‘The Lamp that Illumines the Past’: Sanskrit Kāvya and the Writing of History in Early India

Indian Historical Review, Volume 50, Issue 2, Page 233-247, December 2023.
Kāvya is literature as art. Few modern scholars have suspected such aesthetic and affective literature to possess an impulse for capturing human history, and certainly not in any form consistent with modern notions of the discipline. Interrogating anew the remarkably long-lived misconception that early India did not/could not write history, and moving beyond interpretations that identify ‘embedded’ rather than overt forms of historicity in our antiquity, this essay pioneers the argument that Sanskrit poetics (alam˙kāras´āstra) and its theories of representation may have conceived of poetry as in fact an ideal vehicle for writing history. And, taking seriously Kāvya’s traditional narrative modes may yield an alternative, more cohesive notion of historicality in early India that invested in the epistemic authority of the poet (kavi) and, in a constructivist vein, in history itself as a poetic production (nirmān˙a) underwritten by a deeply ethico-political discursivity.

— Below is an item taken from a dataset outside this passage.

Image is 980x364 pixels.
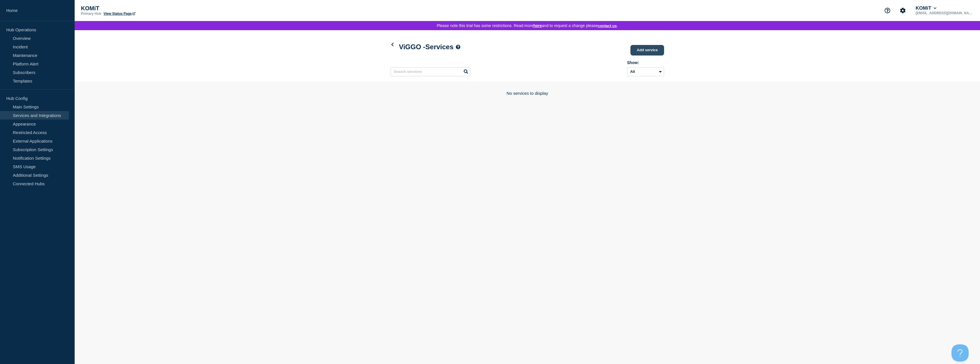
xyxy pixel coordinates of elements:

‘The Lamp that Illumines the Past’: Sanskrit Kāvya and the Writing of History in Early India

Indian Historical Review, Volume 50, Issue 2, Page 233-247, December 2023.
Kāvya is literature as art. Few modern scholars have suspected such aesthetic and affective literature to possess an impulse for capturing human history, and certainly not in any form consistent with modern notions of the discipline. Interrogating anew the remarkably long-lived misconception that early India did not/could not write history, and moving beyond interpretations that identify ‘embedded’ rather than overt forms of historicity in our antiquity, this essay pioneers the argument that Sanskrit poetics (alam˙kāras´āstra) and its theories of representation may have conceived of poetry as in fact an ideal vehicle for writing history. And, taking seriously Kāvya’s traditional narrative modes may yield an alternative, more cohesive notion of historicality in early India that invested in the epistemic authority of the poet (kavi) and, in a constructivist vein, in history itself as a poetic production (nirmān˙a) underwritten by a deeply ethico-political discursivity.